The interior of an aqal (ah-kal), a traditional Somali home, recreated for the Somali Museum of Minnesota. An aqal is held together by ropes and tree branches and covered with kabad (hand-woven mats). Photograph by Nikki Tundel, 2016.
The Great Western Band of St. Paul, formed in 1860, was one of the earliest and most popular brass bands in Minnesota through the late nineteenth century. This group of amateur musicians helped to bring a measure of sophistication to early St. Paul as it played for a variety of civic and private events. The band was busy during the 1870s and 1880s, but toward the end of the century, it faded from view. A new version formed in 1977, and over the next ten years, St. Paul residents enjoyed some of the same band music that the city’s early residents had enjoyed a century earlier.

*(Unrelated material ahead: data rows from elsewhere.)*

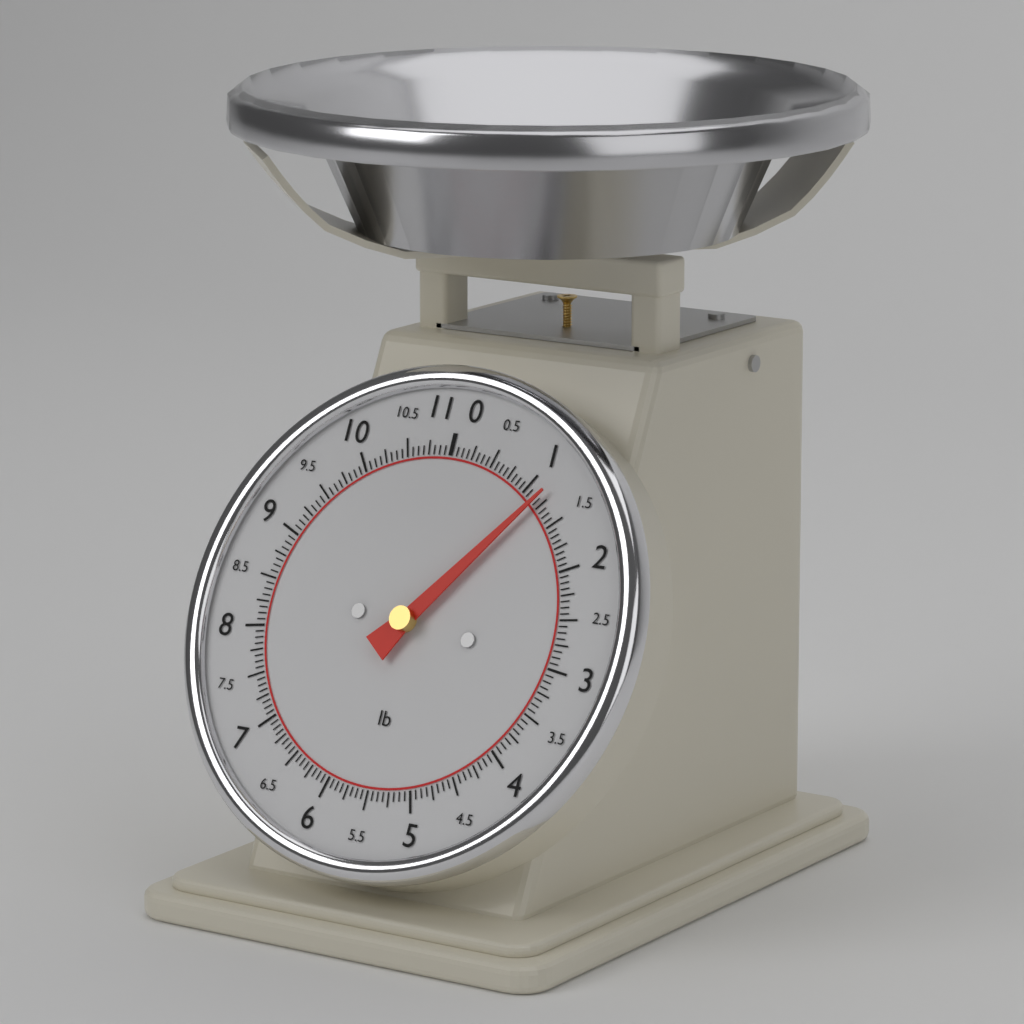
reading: 1.1875 lb
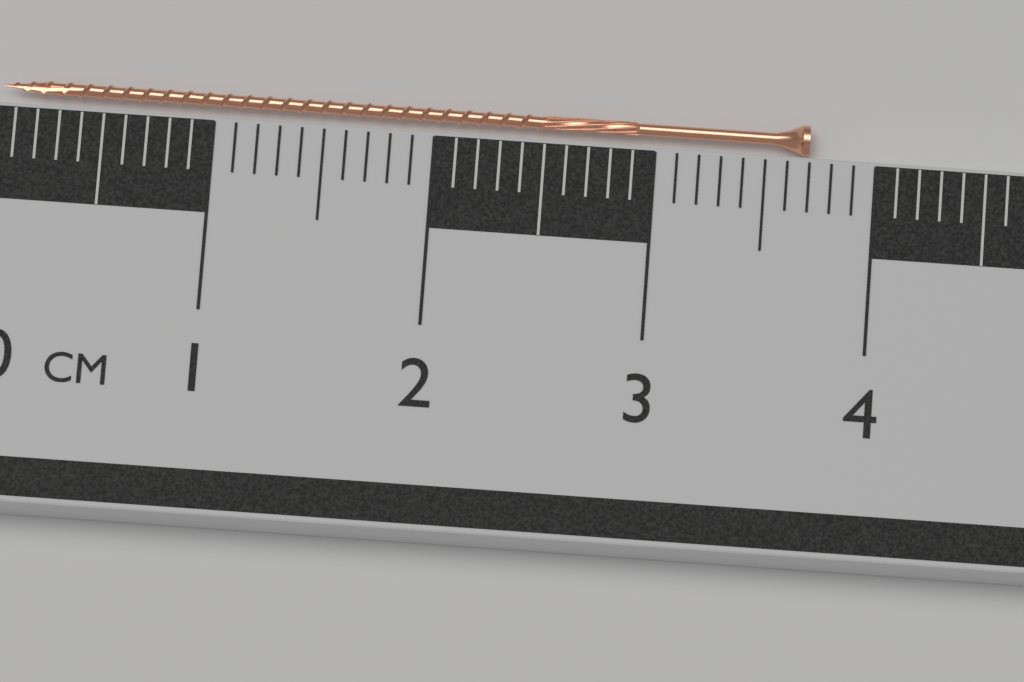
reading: 3.7 cm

George Seibert, ca. 1886. Published in the April 26, 1886, edition of the St. Paul Daily Globe. Seibert led the Great Western Band of St. Paul from the mid-1860s to the mid-1890s. Public domain
Russell Munger. Published in St. Paul: The Queen City of the North-west (N.p.: Phoenix Publishing Company, 1890). Munger was the first leader of the Great Western Band of St. Paul. Public domain.
The Great Western Band, St. Paul, 1868. Pictured are, left to right, M. Esch, Joe Olrenshaw, H. Haub, C. Trowbridge, R. Schroer, William Bircher, H. Macklett, George Seibert, H. Herr, and Theodore Henninger.